I'm trying to find out if it's possible to resolve variables in stack frames (as returned by inspect.currentframe()).
In other words, I'm looking for a function
def resolve_variable(variable_name, frame_object):
return value_of_that_variable_in_that_stackframe
For an example, consider the following piece of code:
global_var = 'global'
def foo():
closure_var = 'closure'
def bar(param):
local_var = 'local'
frame = inspect.currentframe()
assert resolve_variable('local_var', frame) == local_var
assert resolve_variable('param', frame) == param
assert resolve_variable('closure_var', frame) == closure_var
assert resolve_variable('global_var', frame) == global_var
bar('parameter')
foo()
Local and global variables are trivially looked up through the f_locals and f_globals attributes of the frame object:
def resolve_variable(variable_name, frame_object):
try:
return frame_object.f_locals[variable_name]
except KeyError:
try:
return frame_object.f_globals[variable_name]
except KeyError:
raise NameError(varname) from None
But the problem are closure variables. They aren't stored in a dictionary like the local and global variables, as far as I know. To make things even worse, variables only become closure variables if the function actually accesses them (for example by reading its value like _ = closure_var or writing to it with nonlocal closure_var; closure_var = _). So there are actually 3 different cases:
global_var = 'global'
def foo():
unused_cvar = 'unused' # actually not a closure variable at all
readonly_cvar = 'closure'
nonlocal_cvar = 'nonlocal'
def bar(param):
nonlocal nonlocal_cvar
local_var = 'local'
_ = readonly_cvar
nonlocal_cvar = 'nonlocal'
frame = inspect.currentframe()
assert resolve_variable('local_var', frame) == local_var
assert resolve_variable('param', frame) == param
assert resolve_variable('unused_cvar', frame) == 'unused'
assert resolve_variable('readonly_cvar', frame) == readonly_cvar
assert resolve_variable('nonlocal_cvar', frame) == nonlocal_cvar
assert resolve_variable('global_var', frame) == global_var
bar('parameter')
foo()
How can I rewrite my resolve_variable function to support all of these? Is it even possible?

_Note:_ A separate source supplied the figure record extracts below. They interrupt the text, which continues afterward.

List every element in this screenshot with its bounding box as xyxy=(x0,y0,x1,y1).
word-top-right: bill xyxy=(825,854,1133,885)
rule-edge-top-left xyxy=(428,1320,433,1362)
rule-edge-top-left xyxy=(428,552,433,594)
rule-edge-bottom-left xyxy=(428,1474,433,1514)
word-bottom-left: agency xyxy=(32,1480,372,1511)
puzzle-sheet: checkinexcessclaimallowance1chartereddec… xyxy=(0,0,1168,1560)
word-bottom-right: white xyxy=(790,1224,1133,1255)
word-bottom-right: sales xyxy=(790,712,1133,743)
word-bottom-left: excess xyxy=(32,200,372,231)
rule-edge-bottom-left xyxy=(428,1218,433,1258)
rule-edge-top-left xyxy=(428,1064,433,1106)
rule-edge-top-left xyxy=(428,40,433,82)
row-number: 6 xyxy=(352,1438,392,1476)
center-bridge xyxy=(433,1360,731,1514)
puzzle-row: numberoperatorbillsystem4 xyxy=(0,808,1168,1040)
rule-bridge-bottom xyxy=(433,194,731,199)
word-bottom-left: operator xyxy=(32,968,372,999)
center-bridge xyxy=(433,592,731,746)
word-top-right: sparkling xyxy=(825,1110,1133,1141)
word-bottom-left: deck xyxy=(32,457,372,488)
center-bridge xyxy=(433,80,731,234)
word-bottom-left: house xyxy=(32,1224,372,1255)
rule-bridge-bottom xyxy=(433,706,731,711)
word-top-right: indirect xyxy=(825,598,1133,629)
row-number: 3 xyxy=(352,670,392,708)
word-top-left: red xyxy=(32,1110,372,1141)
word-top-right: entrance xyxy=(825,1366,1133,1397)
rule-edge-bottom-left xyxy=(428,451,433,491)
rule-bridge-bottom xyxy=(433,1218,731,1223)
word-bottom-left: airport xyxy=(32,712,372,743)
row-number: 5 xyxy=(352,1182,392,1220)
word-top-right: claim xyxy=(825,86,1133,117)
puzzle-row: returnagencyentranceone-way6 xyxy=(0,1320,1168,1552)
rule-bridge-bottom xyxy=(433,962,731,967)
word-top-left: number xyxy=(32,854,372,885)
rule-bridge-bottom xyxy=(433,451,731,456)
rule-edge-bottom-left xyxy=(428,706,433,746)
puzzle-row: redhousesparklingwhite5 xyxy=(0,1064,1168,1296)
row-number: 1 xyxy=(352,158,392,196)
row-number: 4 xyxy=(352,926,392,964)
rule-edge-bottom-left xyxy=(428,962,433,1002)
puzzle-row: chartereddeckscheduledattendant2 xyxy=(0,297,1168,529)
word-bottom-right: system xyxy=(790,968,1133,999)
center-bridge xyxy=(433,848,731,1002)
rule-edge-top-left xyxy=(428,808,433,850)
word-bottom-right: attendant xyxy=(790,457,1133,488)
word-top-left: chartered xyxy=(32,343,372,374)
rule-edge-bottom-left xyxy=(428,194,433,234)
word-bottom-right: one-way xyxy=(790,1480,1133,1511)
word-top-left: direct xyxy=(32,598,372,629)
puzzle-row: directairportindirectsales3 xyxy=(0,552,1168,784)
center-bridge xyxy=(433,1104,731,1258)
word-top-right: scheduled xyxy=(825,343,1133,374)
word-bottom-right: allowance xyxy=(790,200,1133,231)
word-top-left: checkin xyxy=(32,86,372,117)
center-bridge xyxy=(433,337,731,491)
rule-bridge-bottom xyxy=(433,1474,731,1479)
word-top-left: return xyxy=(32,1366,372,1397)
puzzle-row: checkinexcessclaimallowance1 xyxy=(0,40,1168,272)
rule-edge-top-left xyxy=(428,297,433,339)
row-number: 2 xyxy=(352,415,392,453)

__closure__and change the captured values.nonlocal closure_varcapture it even if you never reference or assign to it? It did in 3.0; I don’t know if I’ve ever checked since then…barfrom within the same function it was defined in, you can cheat and look atf_back.f.localsto see all the locals offoo, captured or not. I don’t know if that’ll help for your real use case, if you have one, but it’ll work here.